The survey also found that Wi-Fi roaming will continue to be an important way to extend coverage, especially internationally.

In the 2013 survey, 30 percent of the hotspot operators also had roaming deals to supplement their networks, while in 2014, that percentage has risen to just over 50 percent.

Among those surveyed, there was a total base of over 2.8 million directly owned and managed hotspots, and an average of 42,000 locations. When roaming was included, the carriers could provide a total of 8.85 million locations between them, or an average of 193,000 each.

With regards to “next generation hotspot” (the WBA program for seamless authentication between Wi-Fi and carrier networks) deployments, about 44 percent of respondents expected to have deployed at least parts of the platform by the end of 2015.

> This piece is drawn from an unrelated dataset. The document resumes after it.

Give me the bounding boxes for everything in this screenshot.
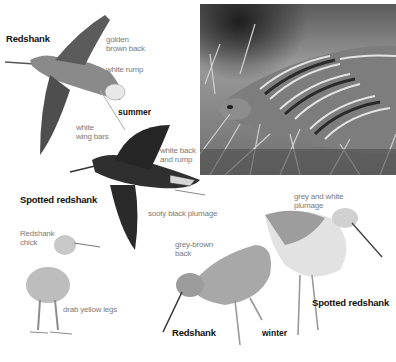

By the end of 2016, another 31 percent of those with active plans for NGH expect to have NGH deployed.

Some 35 percent of respondents are charging for roaming access, or providing tools and platforms to enable such roaming.

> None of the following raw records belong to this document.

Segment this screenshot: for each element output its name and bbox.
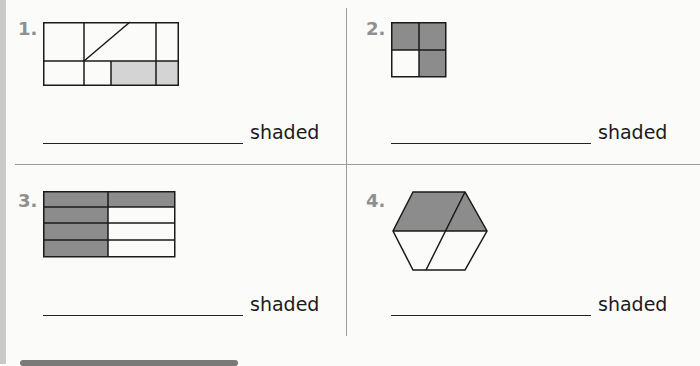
problem-3-figure [43,191,176,258]
problem-number: 3. [18,190,37,211]
problem-number: 1. [18,18,37,39]
answer-line[interactable] [43,315,243,316]
answer-line[interactable] [391,143,591,144]
answer-line[interactable] [391,315,591,316]
answer-line[interactable] [43,143,243,144]
bottom-bar [20,360,238,366]
problem-number: 4. [366,190,385,211]
shaded-label: shaded [250,121,319,143]
shaded-label: shaded [250,293,319,315]
problem-2-figure [391,22,447,78]
shaded-label: shaded [598,293,667,315]
page-edge-strip [0,0,6,364]
horizontal-divider [15,164,700,165]
problem-1-figure [43,22,179,86]
problem-4-figure [392,191,490,272]
problem-number: 2. [366,18,385,39]
vertical-divider [346,8,347,336]
shaded-label: shaded [598,121,667,143]
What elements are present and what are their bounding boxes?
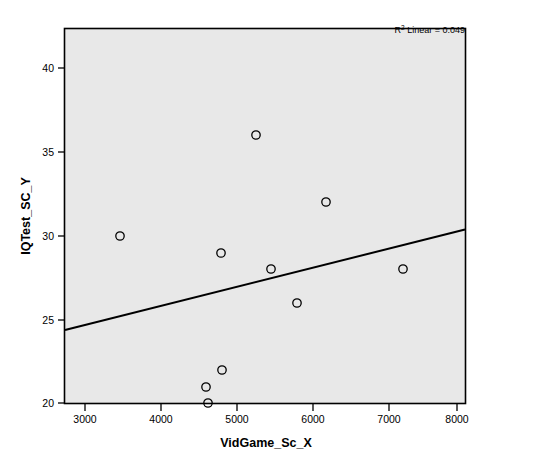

The study included 210 respondents, or which 45 percent were mobile service providers.

The majority of the responses came from North America (39 percent) and Europe (26 percent), followed by Asia-Pacific (19 percent).

Tuesday, December 2, 2014

U.S. Consumer Spending on Mobility Up 49%, High Speed Access Up 80% Since 2007

Spending on mobile phone service has grown 49 percent since 2007, an analysis by the Wall Street Journal of U.S. Labor Department data shows.

The analysis of 2013 out-of-pocket spending for the middle 60 percent of the population by income (households earning between about $18,000 and $95,000 a year, before taxes) also shows that spending on high speed access has grown by more than 80 percent since 2007.

In 2013, high speed access spending by the studied households made up about 0.8 percent of spending for middle income households, up from 0.4 percent in 2007. It is worth noting that the cost of high speed access in the United States represents less than one percent of income.

In other countries in the Americas, mobile service costs between five percent and 15 percent of income. Of course, much depends on what sorts of plans are compared, as prepaid accounts and postpaid accounts are not comparable, within or between nations, in terms of price or performance.

Prices per person in developed regions might represent half a percent to two percent of income, depending on the type of plan analyzed.  

Globally, mobile service costs can be as high as 15 percent per person in developing regions, while a bit less than five percent per person in developed regions.  

Over that same period, spending on fixed network phone service declined 31 percent.

Spending on cable and satellite television is up 24 percent from 2007, the study also found.